Northern Ireland

Ian Paisley kept Sri Lanka trips secret due to embarrassment over its serious human rights violations

Internally displaced Sri Lankan ethnic Tamil civilians wait at a makeshift hospital in Mullivaikal Sri Lanka in 2009
Internally displaced Sri Lankan ethnic Tamil civilians wait at a makeshift hospital in Mullivaikal Sri Lanka in 2009 Internally displaced Sri Lankan ethnic Tamil civilians wait at a makeshift hospital in Mullivaikal Sri Lanka in 2009

IAN Paisley kept Sri Lanka visits secret due to embarrassment about its "serious human rights violation", the House of Common's Committee on Standards found.

Enforced disappearances, executions, torture and other serious human rights abuses were "committed with impunity before, during and in the aftermath of the armed conflict between government forces and the Liberation Tigers of Tamil Eelam" that ended in 2009, according to Amnesty International.

Amnesty found that commitments made by Sri Lanka in 2015 to establish truth, justice and reparation mechanisms and reforms aimed at non-recurrence of these crimes, had not been implemented.

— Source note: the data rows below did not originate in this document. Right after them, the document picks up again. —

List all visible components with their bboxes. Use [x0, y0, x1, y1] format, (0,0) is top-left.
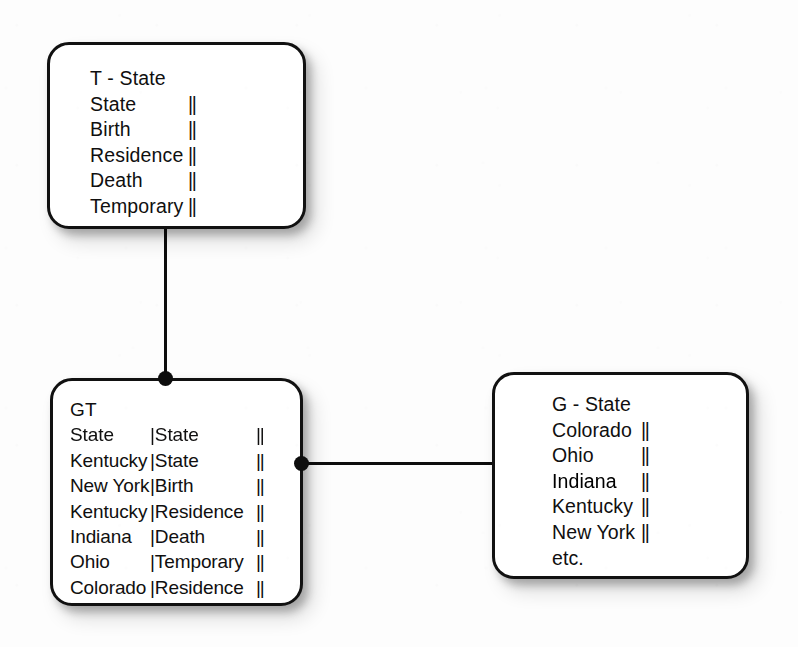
node-t-state-content: T - State State || Birth || Residence ||…: [50, 45, 343, 219]
node-g-state-row: New York ||: [552, 520, 798, 546]
gt-state-label: Ohio: [70, 549, 150, 574]
g-state-bars: ||: [641, 418, 649, 444]
node-g-state-title-text: G - State: [552, 392, 631, 418]
node-gt[interactable]: GT State |State || Kentucky |State || Ne…: [50, 378, 303, 606]
node-g-state-row: Kentucky ||: [552, 494, 798, 520]
node-t-state-row: Death ||: [90, 168, 343, 194]
gt-state-label: Kentucky: [70, 499, 150, 524]
g-state-label: Indiana: [552, 469, 641, 495]
node-t-state[interactable]: T - State State || Birth || Residence ||…: [47, 42, 306, 229]
node-g-state-row: Indiana ||: [552, 469, 798, 495]
attribute-label: Birth: [90, 117, 188, 143]
g-state-bars: ||: [641, 494, 649, 520]
attribute-label: State: [90, 92, 188, 118]
edge-endpoint-dot-gt-top: [158, 371, 173, 386]
node-t-state-title: T - State: [90, 66, 343, 92]
edge-tstate-to-gt: [164, 226, 167, 380]
g-state-label: Kentucky: [552, 494, 641, 520]
node-gt-row: New York |Birth ||: [70, 473, 317, 498]
gt-state-label: Indiana: [70, 524, 150, 549]
node-gt-row: Indiana |Death ||: [70, 524, 317, 549]
gt-bars: ||: [256, 549, 263, 574]
edge-gt-to-gstate: [300, 462, 494, 465]
edge-endpoint-dot-gt-right: [294, 456, 309, 471]
attribute-bars: ||: [188, 194, 196, 220]
node-gt-row: State |State ||: [70, 422, 317, 447]
node-t-state-title-text: T - State: [90, 66, 166, 92]
gt-bars: ||: [256, 473, 263, 498]
gt-attribute-label: |Death: [150, 524, 256, 549]
node-gt-row: Kentucky |Residence ||: [70, 499, 317, 524]
gt-attribute-label: |Residence: [150, 499, 256, 524]
node-gt-content: GT State |State || Kentucky |State || Ne…: [53, 381, 317, 600]
node-gt-row: Ohio |Temporary ||: [70, 549, 317, 574]
g-state-label: Colorado: [552, 418, 641, 444]
gt-bars: ||: [256, 575, 263, 600]
gt-attribute-label: |State: [150, 422, 256, 447]
attribute-label: Death: [90, 168, 188, 194]
node-gt-row: Colorado |Residence ||: [70, 575, 317, 600]
gt-bars: ||: [256, 499, 263, 524]
node-t-state-row: Birth ||: [90, 117, 343, 143]
gt-state-label: Colorado: [70, 575, 150, 600]
gt-attribute-label: |Temporary: [150, 549, 256, 574]
gt-bars: ||: [256, 422, 263, 447]
gt-attribute-label: |Residence: [150, 575, 256, 600]
g-state-bars: ||: [641, 469, 649, 495]
node-gt-title-text: GT: [70, 397, 97, 422]
attribute-label: Residence: [90, 143, 188, 169]
gt-attribute-label: |State: [150, 448, 256, 473]
node-g-state-row: etc.: [552, 546, 798, 572]
node-gt-row: Kentucky |State ||: [70, 448, 317, 473]
g-state-label: etc.: [552, 546, 641, 572]
gt-bars: ||: [256, 524, 263, 549]
gt-state-label: State: [70, 422, 150, 447]
attribute-label: Temporary: [90, 194, 188, 220]
node-t-state-row: Residence ||: [90, 143, 343, 169]
g-state-label: New York: [552, 520, 641, 546]
node-gt-title: GT: [70, 397, 317, 422]
node-g-state-content: G - State Colorado || Ohio || Indiana ||…: [495, 375, 798, 571]
node-g-state-title: G - State: [552, 392, 798, 418]
node-t-state-row: Temporary ||: [90, 194, 343, 220]
gt-state-label: Kentucky: [70, 448, 150, 473]
node-t-state-row: State ||: [90, 92, 343, 118]
gt-state-label: New York: [70, 473, 150, 498]
attribute-bars: ||: [188, 92, 196, 118]
node-g-state-row: Ohio ||: [552, 443, 798, 469]
g-state-bars: ||: [641, 443, 649, 469]
node-g-state[interactable]: G - State Colorado || Ohio || Indiana ||…: [492, 372, 749, 579]
g-state-label: Ohio: [552, 443, 641, 469]
attribute-bars: ||: [188, 117, 196, 143]
diagram-canvas: T - State State || Birth || Residence ||…: [0, 0, 798, 647]
node-g-state-row: Colorado ||: [552, 418, 798, 444]
attribute-bars: ||: [188, 143, 196, 169]
g-state-bars: ||: [641, 520, 649, 546]
gt-attribute-label: |Birth: [150, 473, 256, 498]
gt-bars: ||: [256, 448, 263, 473]
attribute-bars: ||: [188, 168, 196, 194]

Killings by the army of unarmed demonstrators demanding clean water in August 2013 had yet to be prosecuted while reports of torture and other ill-treatment in detention continue.

Of Mr Paisley's three visits, only one in November 2013 paid by the Sri Lankan government to attend the Commonwealth Heads of Government Meeting, was declared.

There were significant calls from many bodies not to host the summit in Sri Lanka and to boycott the event.

The Foreign Affairs Select Committee called on then prime minister, David Cameron, not to attend.

Conservative MPs, however, were banned from travelling on an all-expenses-paid trip to the summit amid growing concern over the regime's lobbying activities in Britain.

The Daily Telegraph reported that the Sri Lankan High Commission in London privately boasted it had 14 MPs prepared to publicly defend the regime, and was hoping to fly several to the island.

Many has already been on luxurious trips to Sri Lanka, the paper reported, some accompanied by their wives or girlfriends, after which several made parliamentary speeches urging greater "understanding" of the circumstances surrounding the civil war.